The Sun, too, played a part in shaping Major’s public persona. The former prime minister attempted to deflect personal criticism of his leadership after the Black Wednesday ejection of sterling from the European exchange-rate mechanism by ringing up editors to blame the Germans. When he got through to Kelvin MacKenzie, editor of The Sun, he let it be known that he had told Major: “I’ve got a large bucket of shit lying on my desk and tomorrow I’m going to pour it all over your head.”
Journalists may no longer tremble at Brown’s wrath but they do cross themselves when Peter Mandelson draws near. At the Spectator awards (he was made “politician of the year” for propping up Brown after the disastrous local elections) he performed his sinister minister act to perfection. He sat through one of Boris Johnson’s funniest speeches with granite features and on the platform reduced London’s ebullient Tory mayor to wary silence.
He would be back next year, Mandelson sneered, “to give his award to Gordon Brown” for winning the election.
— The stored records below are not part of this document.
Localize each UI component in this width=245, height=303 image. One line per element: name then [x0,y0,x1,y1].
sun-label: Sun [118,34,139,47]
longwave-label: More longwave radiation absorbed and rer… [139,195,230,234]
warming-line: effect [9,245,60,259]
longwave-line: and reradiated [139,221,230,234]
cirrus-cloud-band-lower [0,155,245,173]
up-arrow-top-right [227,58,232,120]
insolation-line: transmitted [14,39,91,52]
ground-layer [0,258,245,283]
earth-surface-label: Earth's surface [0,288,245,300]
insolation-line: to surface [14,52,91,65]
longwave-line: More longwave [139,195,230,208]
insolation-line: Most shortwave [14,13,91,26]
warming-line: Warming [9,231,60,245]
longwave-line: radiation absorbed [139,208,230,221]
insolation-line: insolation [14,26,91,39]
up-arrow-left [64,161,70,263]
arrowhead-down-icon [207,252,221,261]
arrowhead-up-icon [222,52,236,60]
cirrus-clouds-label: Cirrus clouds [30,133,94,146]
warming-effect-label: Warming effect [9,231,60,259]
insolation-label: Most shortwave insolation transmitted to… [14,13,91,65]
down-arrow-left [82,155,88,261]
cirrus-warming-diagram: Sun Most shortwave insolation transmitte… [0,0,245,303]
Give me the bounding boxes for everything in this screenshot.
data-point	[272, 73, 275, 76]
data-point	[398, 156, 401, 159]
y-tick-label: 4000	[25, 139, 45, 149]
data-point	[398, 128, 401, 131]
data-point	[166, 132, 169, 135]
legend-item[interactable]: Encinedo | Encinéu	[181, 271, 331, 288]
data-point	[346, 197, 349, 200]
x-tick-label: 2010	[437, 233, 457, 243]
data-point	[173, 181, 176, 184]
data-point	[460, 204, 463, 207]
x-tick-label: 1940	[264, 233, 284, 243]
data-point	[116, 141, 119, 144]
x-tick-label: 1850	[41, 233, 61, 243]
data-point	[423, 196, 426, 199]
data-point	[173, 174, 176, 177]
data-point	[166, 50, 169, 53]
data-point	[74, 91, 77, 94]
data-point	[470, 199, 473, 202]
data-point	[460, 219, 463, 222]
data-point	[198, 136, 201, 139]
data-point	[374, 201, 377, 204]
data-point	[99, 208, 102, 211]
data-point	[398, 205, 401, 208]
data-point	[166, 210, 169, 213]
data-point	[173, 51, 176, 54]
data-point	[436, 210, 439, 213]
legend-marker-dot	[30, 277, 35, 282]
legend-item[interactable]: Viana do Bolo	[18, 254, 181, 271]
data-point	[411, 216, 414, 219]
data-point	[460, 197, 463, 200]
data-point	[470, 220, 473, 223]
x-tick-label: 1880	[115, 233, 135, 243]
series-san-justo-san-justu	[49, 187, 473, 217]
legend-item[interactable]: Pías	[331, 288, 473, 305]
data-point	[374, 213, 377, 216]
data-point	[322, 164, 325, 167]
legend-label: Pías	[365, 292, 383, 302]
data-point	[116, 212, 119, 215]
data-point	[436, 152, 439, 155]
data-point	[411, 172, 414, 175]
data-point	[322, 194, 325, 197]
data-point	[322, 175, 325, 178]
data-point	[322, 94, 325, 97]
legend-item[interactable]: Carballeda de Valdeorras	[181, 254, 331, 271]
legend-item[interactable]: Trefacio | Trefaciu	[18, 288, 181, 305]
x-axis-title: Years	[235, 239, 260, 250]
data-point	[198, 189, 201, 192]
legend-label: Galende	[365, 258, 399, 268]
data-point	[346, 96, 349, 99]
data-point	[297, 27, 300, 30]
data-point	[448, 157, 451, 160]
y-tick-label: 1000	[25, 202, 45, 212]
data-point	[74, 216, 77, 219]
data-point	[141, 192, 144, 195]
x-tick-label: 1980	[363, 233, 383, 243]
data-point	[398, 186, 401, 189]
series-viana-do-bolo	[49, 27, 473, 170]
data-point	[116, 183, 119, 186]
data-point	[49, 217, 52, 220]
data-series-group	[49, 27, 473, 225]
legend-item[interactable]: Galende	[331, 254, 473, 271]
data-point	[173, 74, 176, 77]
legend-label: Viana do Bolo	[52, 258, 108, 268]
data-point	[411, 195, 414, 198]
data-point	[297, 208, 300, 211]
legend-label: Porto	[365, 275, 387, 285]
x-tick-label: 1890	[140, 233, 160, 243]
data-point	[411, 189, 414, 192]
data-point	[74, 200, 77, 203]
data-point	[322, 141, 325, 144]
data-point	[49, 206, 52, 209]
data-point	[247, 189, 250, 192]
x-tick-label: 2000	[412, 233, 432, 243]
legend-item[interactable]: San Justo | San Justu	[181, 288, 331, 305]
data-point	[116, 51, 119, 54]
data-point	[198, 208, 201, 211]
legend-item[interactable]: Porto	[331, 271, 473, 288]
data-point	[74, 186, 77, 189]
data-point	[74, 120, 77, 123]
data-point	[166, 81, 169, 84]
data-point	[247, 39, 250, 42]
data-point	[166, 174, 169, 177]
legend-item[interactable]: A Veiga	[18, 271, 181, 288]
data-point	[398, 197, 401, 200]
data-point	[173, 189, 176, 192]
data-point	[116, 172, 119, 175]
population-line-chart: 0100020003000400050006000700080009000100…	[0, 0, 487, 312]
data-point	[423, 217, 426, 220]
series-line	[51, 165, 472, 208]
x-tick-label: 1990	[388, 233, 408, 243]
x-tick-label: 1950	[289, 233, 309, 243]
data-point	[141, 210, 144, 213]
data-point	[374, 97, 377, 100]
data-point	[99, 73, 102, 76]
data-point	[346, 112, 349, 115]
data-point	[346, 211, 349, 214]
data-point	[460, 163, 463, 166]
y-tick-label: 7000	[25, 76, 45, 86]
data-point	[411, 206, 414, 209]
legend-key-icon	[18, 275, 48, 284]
Among the political children he stands out as a grown-up. By no accident, he spun the counter-attack against The Sun, weaving a dark narrative. Cameron and his newspaper friends conspire against the interests of the common man. Proprietors want to promote reactionary Tory toffs in order to serve their selfish interests. Be warned.
This is crowd-pleasing stuff in Labour circles, but the cheers are a little self-indulgent. Although their heads tell them it is wise to have good relations with newspapers, in their hearts many Labour MPs dislike the compromises they must make to win power. In his diaries chronicling the impotence of a junior minister, A View from the Foothills, Chris Mullin characteristically explodes at one point: “Instead of wobbling around in the middle of the road, attracting flak from all sides, wouldn’t it be nice just to do the right thing for once and tell Rupert Murdoch, Paul Dacre, Conrad Black et al to f*** off.”
Mandelson, Brown, Campbell and Blair always knew better than to give in to that temptation.
Last week No 10 charged The Sun with “dragging down” public life. Yet Brown, the injured party in this instance, has sometimes played it very rough indeed. He used the press assiduously as part of his relentless campaign to get Blair to resign only two years ago. Charlie Whelan and Damian McBride, his spin doctors, were implicated in vicious briefing wars that spiralled out of control. The new Labour “family” still bears the scars from one of the Brown camp’s greatest triumphs, the resignation of Mandelson. He may be Brown’s last line of defence today, but not so long ago he was being hounded for backing Blair for the Labour leadership.
Sources close to the then chancellor leaked to The Guardian the revelation that Geoffrey Robinson, the paymaster-general, had secretly given Mandelson a huge loan to cover the mortgage on his house. When the story broke, both men were forced to resign: the neatest of coups, as Robinson’s financial dealings by then were becoming an embarrassment to his old friend Brown.
While decrying what he called “the feral beasts of the media”, Blair made a partial confession of error in his last speech before the chancellor pushed him over the cliff: “I acknowledge my own complicity. We paid inordinate attention in the early days of new Labour to courting, assuaging and persuading the media.” It was ever thus.
One late December day in 1916 Lloyd George was invited by George V to form a new government after the newspapers agitated against his predecessor Asquith’s lackadaisical prosecution of the first world war. You would have thought the new prime minister would have immediately got down to the vital task of cabinet making. Think again. The Welsh wizard had more important things on his mind. He kept an engagement to dinner with Sir George Riddell, owner of the News of the World, and Lord Burnham of The Daily Telegraph. Ah, the good old days indeed.